There were more pictures… one showed a butchered female with a calf that was bleeding but alive, its body arching in agony; another had an image of a large whale writhing and apparently screaming in agony while a couple of young men were slashing away at it with sharp hooks and the last one showed the harbour waters again… The water seemed to ripple with agitation as pilot whale tails fl ailed about in the throes of death. Each of these pictures had captions that described the moment and below that was a request by each of the senders who had sent this e-mail personally requesting me, as a conscientious reader and as someone they know to believe has a heart that oft en beats, to sign the petition that followed. The petitions on each of the mails had many hundreds of names, from nations far apart from each other and as distinct in culture as Hong Kong, South Africa and Argentina. They also added that this was an outrage that cannot be allowed to continue… Someone else wrote that these pilot whales are really very friendly and curious, and oft en come near boats to establish contact. That they emit a cry like the sound of a child’s wail when they are struck by the hooks, and that their eyes speak of betrayal.

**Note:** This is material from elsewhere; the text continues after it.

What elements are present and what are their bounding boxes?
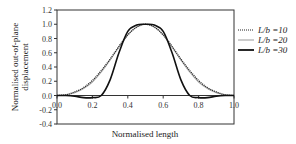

So is it really true? Are these creatures really that intelligent? Where is this cruel and barbaric act perpetrated? And why were they sending these pictures to people around the world? Well the bit about whales and dolphins treating humans like kindred spirits is actually true. They are amongst the most intelligent of creatures, perhaps as much as the great apes, our closest cousins. There are almost no known cases of a whale or a dolphin attacking a human being without provocation (read whaling ships and harpoons). But there have been umpteen cases of whales and dolphins and porpoises that roam free and wild in our oceans swimming up to boats, canoes and even divers and interacting with them with gentle curiosity, as if aware of how fragile we are when compared to their immense and supremely powerful.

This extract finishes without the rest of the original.